This is an archived article that was published on sltrib.com in 2010, and information in the article may be outdated. It is provided only for personal research purposes and may not be reprinted.

Not that Gordon Hayward needed any reminder, but Butler coach Brad Stevens delivered one Saturday in a text message to his former star. There would always be something special about the next stop on Hayward's NBA workout tour.

"Take in that air," Stevens wrote. "It's good memories there."

Barely two months after Butler left EnergySolutions Arena having upset Syracuse and Kansas State to win the West Regional and complete a Cinderella run to the Final Four, Hayward returned to Utah on Sunday to work out for the Jazz.

"I love that gym," said Hayward, who keeps a strand of the nets that Butler cut down from what could be his future NBA home in a desk drawer back at his family's home in Brownsburg, Ind., outside of Indianapolis.

Had Butler not reached the NCAA championship game, where it suffered a heartbreaking 61-59 loss to Duke, Hayward surely wouldn't have found himself back in Utah so soon, having declared for the draft after his sophomore season.

Between his play last summer on the U.S.'s gold-medal winning team at the under-19 world championships in New Zealand and the exposure he received during Butler's run this season, Hayward found his draft stock soaring.

He worked out Sunday along with Wake Forest's Al-Farouq Aminu, Kansas' Xavier Henry, Nevada's Luke Babbitt and Texas' Damion James — all expected to be first-round draft picks, if not lottery picks — for a Jazz team that owns the No. 9 pick.

After Butler's inspirational run, Hayward said he was prepared for the realities of NBA life. He's already worked out for three teams in Toronto, the L.A. Clippers and Golden State that finished a combined 56 games below .500 last season.

"It's tough just because Butler's such a great place," Hayward said. "They've got great people there and they do things the right way, so you're leaving not only your teammates and your coaches but some of your best friends.

"And then growing up there, I'm home pretty much. So that's the only tough thing for me. But when you've got to look at playing basketball for a job and competing against the best day in and day out, it's pretty cool, it's pretty fun."

Hayward projects to play shooting guard or small forward in the NBA — "I've always grown up playing on the wing and so being on the perimeter is what I'm most comfortable doing," he said — but he measures 6-foot-8 and 207 pounds.

For comparison sake, Deron Williams is listed at 207 pounds as a point guard. Jazz general manager Kevin O'Connor said Hayward would have to get bigger and stronger but noted that Andrei Kirilenko came to the Jazz weighing 215 pounds.

Hayward is regarded as a shooter, even though he shot just 29.4 percent from three-point range last season, grew up playing point guard and said his lateral quickness might come as a surprise given his background as a former tennis player.

He worked out Saturday for Golden State before visiting Utah and next will head to Miami, which holds the No. 18 pick.

"On one hand, it's crazy and hectic and you're going from one place to another," Hayward said, "but then on the other, you're only going to do this once, so you might as well enjoy it."

As for Butler's run, Hayward said the most lasting memory was losing in the championship game, with the Bulldogs' 25-game winning streak coming to an end.

Hayward had two shots in the final seconds to beat Duke, a baseline fadeaway that he thought was going in "for sure," as well as a half-court heave at the buzzer that nearly banked in. Both missed, though, and Butler's storybook ending was dashed.

"The half-court shot, from my angle, it looked like I threw it way too hard," Hayward said. "I wasn't trying to bank it, so it banked and kind of hit the rim and was closer than I thought."

Should Carlos Boozer return to the Jazz as a free agent, Hayward added he would have no problem sharing a locker room with a Duke product. "I've let that get past me," he said.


What the exercise asks
Return the full listing below, unchanged.

** Opening Recorded information block **

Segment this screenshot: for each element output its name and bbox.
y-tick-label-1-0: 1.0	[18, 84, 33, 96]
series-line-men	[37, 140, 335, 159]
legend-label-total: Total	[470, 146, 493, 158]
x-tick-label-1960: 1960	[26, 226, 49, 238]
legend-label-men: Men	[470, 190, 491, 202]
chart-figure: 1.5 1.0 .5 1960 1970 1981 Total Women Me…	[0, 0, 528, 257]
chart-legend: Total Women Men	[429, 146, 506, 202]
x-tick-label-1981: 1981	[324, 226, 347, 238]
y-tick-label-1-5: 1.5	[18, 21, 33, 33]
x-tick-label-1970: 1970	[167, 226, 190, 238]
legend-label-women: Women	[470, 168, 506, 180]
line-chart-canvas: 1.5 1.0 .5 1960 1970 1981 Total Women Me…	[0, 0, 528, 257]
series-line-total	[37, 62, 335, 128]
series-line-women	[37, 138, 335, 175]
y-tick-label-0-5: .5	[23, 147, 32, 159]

** Closing Recorded information block **

Written answer
Segment this screenshot: for each element output its name and bbox.
y-tick-label-1-0: 1.0	[18, 84, 33, 96]
series-line-men	[37, 140, 335, 159]
legend-label-total: Total	[470, 146, 493, 158]
x-tick-label-1960: 1960	[26, 226, 49, 238]
legend-label-men: Men	[470, 190, 491, 202]
chart-figure: 1.5 1.0 .5 1960 1970 1981 Total Women Me…	[0, 0, 528, 257]
chart-legend: Total Women Men	[429, 146, 506, 202]
x-tick-label-1981: 1981	[324, 226, 347, 238]
y-tick-label-1-5: 1.5	[18, 21, 33, 33]
x-tick-label-1970: 1970	[167, 226, 190, 238]
legend-label-women: Women	[470, 168, 506, 180]
line-chart-canvas: 1.5 1.0 .5 1960 1970 1981 Total Women Me…	[0, 0, 528, 257]
series-line-total	[37, 62, 335, 128]
series-line-women	[37, 138, 335, 175]
y-tick-label-0-5: .5	[23, 147, 32, 159]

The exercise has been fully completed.